Company law is one of three pillars that comprise the environmental, social, and governance (ESG) sectors. Corporate governance examines how a firm employs rules and procedures to influence business choices, adhere to the law, and fulfill stakeholder duties. Each year, Ford is confronted with about 1,000 legislative proposals in state capitals that have the potential to affect Ford Company’s operations and bottom line (Karpoff, 2021). Its rivals often attempt to amend state legislation to acquire an unfair edge in the sale and service of automobiles; at other times, they propose new technology and innovative solutions. As a result, an unbalanced playing field exists, affecting the institution’s revenues. Ford works directly with state legislators to help design solutions and guarantee that all manufacturers compete on an equal footing.

Internal control is a cross-cutting concern for the BMW Group, including all facets of the business. Transparent disclosure and a company governance strategy oriented toward the needs of shareholders are long-standing BMW Group norms. Based on mutual trust and accountability, a collaboration between the management committee and the steering council has long been the bedrock of BMW Group’s executives. BMW’s corporate approach is founded on the ideals of openness, confidence in others, and accountability for one’s conduct (BMW Group, 2017).

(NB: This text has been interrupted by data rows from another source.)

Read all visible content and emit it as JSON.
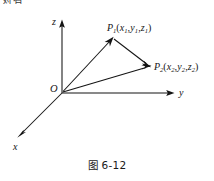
{
  "page": {
    "header_fragment": "对有"
  },
  "figure": {
    "caption": "图 6-12",
    "axes": [
      {
        "name": "z",
        "label": "z"
      },
      {
        "name": "y",
        "label": "y"
      },
      {
        "name": "x",
        "label": "x"
      }
    ],
    "origin": {
      "label": "O"
    },
    "points": [
      {
        "name": "P1",
        "base": "P",
        "index": "1",
        "open_paren": "(",
        "coords": [
          {
            "sym": "x",
            "sub": "1"
          },
          {
            "sym": "y",
            "sub": "1"
          },
          {
            "sym": "z",
            "sub": "1"
          }
        ],
        "separator": ",",
        "close_paren": ")",
        "full_text": "P₁(x₁, y₁, z₁)"
      },
      {
        "name": "P2",
        "base": "P",
        "index": "2",
        "open_paren": "(",
        "coords": [
          {
            "sym": "x",
            "sub": "2"
          },
          {
            "sym": "y",
            "sub": "2"
          },
          {
            "sym": "z",
            "sub": "2"
          }
        ],
        "separator": ",",
        "close_paren": ")",
        "full_text": "P₂(x₂, y₂, z₂)"
      }
    ],
    "vectors": [
      {
        "name": "O-to-P1",
        "from": "O",
        "to": "P1"
      },
      {
        "name": "O-to-P2",
        "from": "O",
        "to": "P2"
      },
      {
        "name": "P1-to-P2",
        "from": "P1",
        "to": "P2"
      }
    ],
    "colors": {
      "stroke": "#141414",
      "background": "#ffffff"
    }
  }
}
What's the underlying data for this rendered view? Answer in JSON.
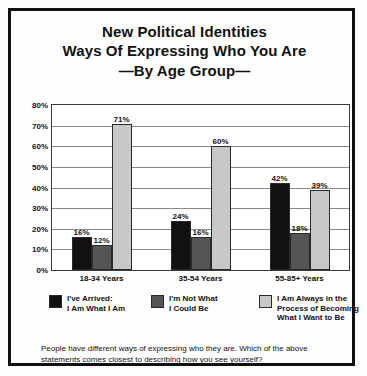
{
  "title": {
    "line1": "New Political Identities",
    "line2": "Ways Of Expressing Who You Are",
    "line3": "—By Age Group—"
  },
  "footnote": {
    "text": "People have different ways of expressing who they are. Which of the above statements comes closest to describing how you see yourself?"
  },
  "colors": {
    "series1": "#111111",
    "series2": "#555555",
    "series3": "#c8c8c8",
    "frame": "#111111",
    "gridline": "#8a8a8a",
    "background": "#fefefe",
    "text": "#111111"
  },
  "legend": {
    "items": [
      {
        "label_line1": "I've Arrived:",
        "label_line2": "I Am What I Am",
        "label_line3": "",
        "color": "#111111"
      },
      {
        "label_line1": "I'm Not What",
        "label_line2": "I Could Be",
        "label_line3": "",
        "color": "#555555"
      },
      {
        "label_line1": "I Am Always in the",
        "label_line2": "Process of Becoming",
        "label_line3": "What I Want to Be",
        "color": "#c8c8c8"
      }
    ]
  },
  "chart_data": {
    "type": "bar",
    "title": "New Political Identities Ways Of Expressing Who You Are —By Age Group—",
    "xlabel": "",
    "ylabel": "",
    "ylim": [
      0,
      80
    ],
    "ytick_labels": [
      "0%",
      "10%",
      "20%",
      "30%",
      "40%",
      "50%",
      "60%",
      "70%",
      "80%"
    ],
    "ytick_values": [
      0,
      10,
      20,
      30,
      40,
      50,
      60,
      70,
      80
    ],
    "grid": true,
    "legend_position": "bottom",
    "categories": [
      "18-34 Years",
      "35-54 Years",
      "55-85+ Years"
    ],
    "series": [
      {
        "name": "I've Arrived: I Am What I Am",
        "color": "#111111",
        "values": [
          16,
          24,
          42
        ],
        "labels": [
          "16%",
          "24%",
          "42%"
        ]
      },
      {
        "name": "I'm Not What I Could Be",
        "color": "#555555",
        "values": [
          12,
          16,
          18
        ],
        "labels": [
          "12%",
          "16%",
          "18%"
        ]
      },
      {
        "name": "I Am Always in the Process of Becoming What I Want to Be",
        "color": "#c8c8c8",
        "values": [
          71,
          60,
          39
        ],
        "labels": [
          "71%",
          "60%",
          "39%"
        ]
      }
    ]
  }
}
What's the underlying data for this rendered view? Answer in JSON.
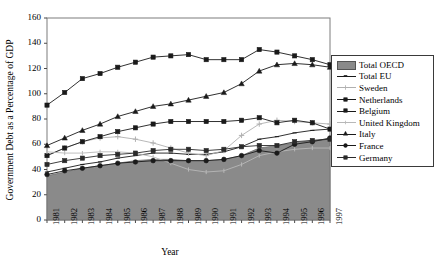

The BMW Group thinks that the German Corporate Governance Code’s rules and proposals contribute to the attractiveness of the German banking system, particularly for foreign investors.

Toyota Industries believes that the essential management duty is to win the complete societal trust and sustainably and long-term increase the company’s corporate value. The business intends to accomplish this mission by following its Fundamental Philosophy and diligently performing its social duties (Toyota Motor Corporation, 2021). The primary objective is to contribute to the enrichment of society via commercial operations, and the company feels it is critical to creating positive connections with all parties, including investors, clients, company associates, lenders, community groups, and workers. The business aims to strengthen its internal control to preserve and promote administrative effectiveness, fairness, and openness. Toyota, for instance, has built a structure that enables it to adapt swiftly and dynamically to transformations in the business context and has been trying to strengthen management supervision and guarantee prompt information sharing.

Conclusion

Automobiles are developed, manufactured, produced, advertised, and sold by various enterprises and agencies. Given the scale and significance of the car industry to many local economies, most governments are establishing legislative mechanisms to encourage manufacture, especially export assembly. Corporate governance is the study of how a corporation uses rules and processes to influence business decisions, comply with the law, and meet stakeholder responsibilities. Environmental protection has sparked substantial discussion about the car industry’s influence. Ford expects to reduce its carbon emission due to the enforcement of such strict laws by the USA legislators. BMW Group places a premium on so-called conflict minerals in its sustainability strategy. Tungsten is an excellent example since it is utilized in cellphone vibration alarms, light bulb conductors, and drill and cutting bits for commercial equipment used in the vehicle production process. Toyota Motors has been pushed by Japanese environmental rules to cut CO2 emissions from their cars via better fuel efficiency, electrification, and robotics.